Glasses at this prescription are noticeably thick if you choose standard lenses. Most people opt for high-index lenses, which compress the same correction into thinner, lighter glass or plastic. Even so, looking through the edges of the lenses can produce slight distortion, and your eyes may appear smaller to people looking at you through the lenses, a cosmetic effect that bothers some wearers.

Contact lenses eliminate most of those optical quirks and provide a wider field of corrected vision, which is why many people at -5.5 prefer them for sports or social situations. Both glasses and contacts correct -5.5 effectively, so the choice is mostly about comfort and lifestyle.

Surgical Correction Options

LASIK and similar laser procedures can typically correct up to about -8.0 to -10.0 diopters depending on your corneal thickness, so -5.5 is well within the treatable range for most candidates. The procedure reshapes the cornea to shift your focal point back onto the retina, often producing 20/20 vision or close to it. Implantable lenses are another option, sometimes preferred when corneas are too thin for laser correction.

Not everyone with -5.5 is a good surgical candidate. Corneal thickness, pupil size, and whether your prescription is still changing all factor into eligibility. Prescriptions typically stabilize in the early to mid-20s, so most surgeons prefer to wait until your numbers have held steady for at least a year or two.

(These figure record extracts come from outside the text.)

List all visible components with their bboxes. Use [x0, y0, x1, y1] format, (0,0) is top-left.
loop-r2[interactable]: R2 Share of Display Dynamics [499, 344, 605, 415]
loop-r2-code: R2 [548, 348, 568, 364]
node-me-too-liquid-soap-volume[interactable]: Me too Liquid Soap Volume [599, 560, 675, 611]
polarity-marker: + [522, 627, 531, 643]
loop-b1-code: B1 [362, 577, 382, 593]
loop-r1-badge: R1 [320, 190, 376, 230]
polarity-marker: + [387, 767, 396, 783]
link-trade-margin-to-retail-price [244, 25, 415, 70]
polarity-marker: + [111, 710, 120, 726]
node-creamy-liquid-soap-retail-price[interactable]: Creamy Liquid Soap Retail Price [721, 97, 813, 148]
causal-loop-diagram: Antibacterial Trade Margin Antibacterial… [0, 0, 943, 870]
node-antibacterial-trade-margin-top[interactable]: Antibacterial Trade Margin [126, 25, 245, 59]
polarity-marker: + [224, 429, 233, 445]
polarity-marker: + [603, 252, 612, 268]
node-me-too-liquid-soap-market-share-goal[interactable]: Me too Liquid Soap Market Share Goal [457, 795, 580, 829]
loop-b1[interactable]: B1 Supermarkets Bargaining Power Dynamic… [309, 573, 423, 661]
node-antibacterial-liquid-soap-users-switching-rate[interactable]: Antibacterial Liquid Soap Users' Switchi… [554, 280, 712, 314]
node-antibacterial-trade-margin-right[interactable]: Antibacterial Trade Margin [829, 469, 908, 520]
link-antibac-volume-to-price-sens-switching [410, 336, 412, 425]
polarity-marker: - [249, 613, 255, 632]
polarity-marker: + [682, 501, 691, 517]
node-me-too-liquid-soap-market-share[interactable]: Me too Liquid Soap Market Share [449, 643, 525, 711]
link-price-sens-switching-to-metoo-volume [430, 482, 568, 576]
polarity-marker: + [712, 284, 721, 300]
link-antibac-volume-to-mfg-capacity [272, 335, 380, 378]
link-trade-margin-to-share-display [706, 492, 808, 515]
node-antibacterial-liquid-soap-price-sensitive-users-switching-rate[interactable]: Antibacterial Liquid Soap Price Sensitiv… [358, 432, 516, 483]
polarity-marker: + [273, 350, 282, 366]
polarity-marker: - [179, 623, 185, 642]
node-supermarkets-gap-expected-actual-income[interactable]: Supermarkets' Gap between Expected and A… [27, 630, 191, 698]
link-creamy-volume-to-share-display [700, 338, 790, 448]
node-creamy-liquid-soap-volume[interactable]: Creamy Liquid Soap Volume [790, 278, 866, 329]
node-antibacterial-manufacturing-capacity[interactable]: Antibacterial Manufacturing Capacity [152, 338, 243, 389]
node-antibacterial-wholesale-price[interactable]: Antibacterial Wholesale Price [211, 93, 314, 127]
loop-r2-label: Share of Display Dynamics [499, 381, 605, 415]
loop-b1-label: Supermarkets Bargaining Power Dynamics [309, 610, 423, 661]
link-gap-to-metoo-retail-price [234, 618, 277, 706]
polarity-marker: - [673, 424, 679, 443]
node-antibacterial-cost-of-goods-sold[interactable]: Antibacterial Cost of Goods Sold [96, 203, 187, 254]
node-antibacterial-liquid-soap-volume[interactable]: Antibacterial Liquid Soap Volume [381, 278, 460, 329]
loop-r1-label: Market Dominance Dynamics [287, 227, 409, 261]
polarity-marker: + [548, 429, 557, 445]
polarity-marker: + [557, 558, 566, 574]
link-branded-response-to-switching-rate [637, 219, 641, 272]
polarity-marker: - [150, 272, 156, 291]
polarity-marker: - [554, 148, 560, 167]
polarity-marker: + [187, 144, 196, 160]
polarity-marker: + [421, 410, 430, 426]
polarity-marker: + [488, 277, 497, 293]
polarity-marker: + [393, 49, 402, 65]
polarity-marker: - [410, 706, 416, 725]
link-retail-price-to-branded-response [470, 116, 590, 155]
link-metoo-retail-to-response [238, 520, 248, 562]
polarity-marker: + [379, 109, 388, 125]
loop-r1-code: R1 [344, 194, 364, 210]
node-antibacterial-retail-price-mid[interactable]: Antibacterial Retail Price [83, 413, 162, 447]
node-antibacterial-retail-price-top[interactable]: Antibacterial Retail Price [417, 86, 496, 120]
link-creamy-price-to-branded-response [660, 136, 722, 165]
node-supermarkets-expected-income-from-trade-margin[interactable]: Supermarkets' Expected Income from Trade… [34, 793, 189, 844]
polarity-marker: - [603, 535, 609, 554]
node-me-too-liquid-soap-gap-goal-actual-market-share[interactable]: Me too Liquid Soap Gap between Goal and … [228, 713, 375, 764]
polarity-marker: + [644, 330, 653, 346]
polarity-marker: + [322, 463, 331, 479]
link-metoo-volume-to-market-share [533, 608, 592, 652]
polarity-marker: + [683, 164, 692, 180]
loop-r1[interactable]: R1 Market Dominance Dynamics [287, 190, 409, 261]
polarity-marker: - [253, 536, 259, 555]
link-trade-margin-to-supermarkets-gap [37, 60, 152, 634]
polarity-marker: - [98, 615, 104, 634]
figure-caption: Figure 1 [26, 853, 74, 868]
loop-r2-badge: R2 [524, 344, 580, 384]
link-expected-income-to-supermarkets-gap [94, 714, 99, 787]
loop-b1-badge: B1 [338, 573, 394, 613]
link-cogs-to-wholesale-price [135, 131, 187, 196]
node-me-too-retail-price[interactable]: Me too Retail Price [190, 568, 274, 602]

Long-Term Eye Health at This Level

Myopia in the -5.5 range means your eyeball is physically elongated, which stretches the retina thinner than normal. This stretching increases your lifetime risk of retinal detachment, where the retina peels away from the back of the eye. It also raises the risk of developing glaucoma and certain types of macular degeneration. These risks climb more steeply once you cross into the -6.0 and above range, but they’re already elevated at -5.5 compared to someone with mild myopia or no prescription at all.

Regular dilated eye exams allow an eye doctor to check for early signs of retinal thinning or tears. If you ever notice a sudden increase in floaters, flashes of light in your peripheral vision, or what looks like a curtain or shadow moving across your visual field, those are warning signs of a retinal problem that needs prompt attention.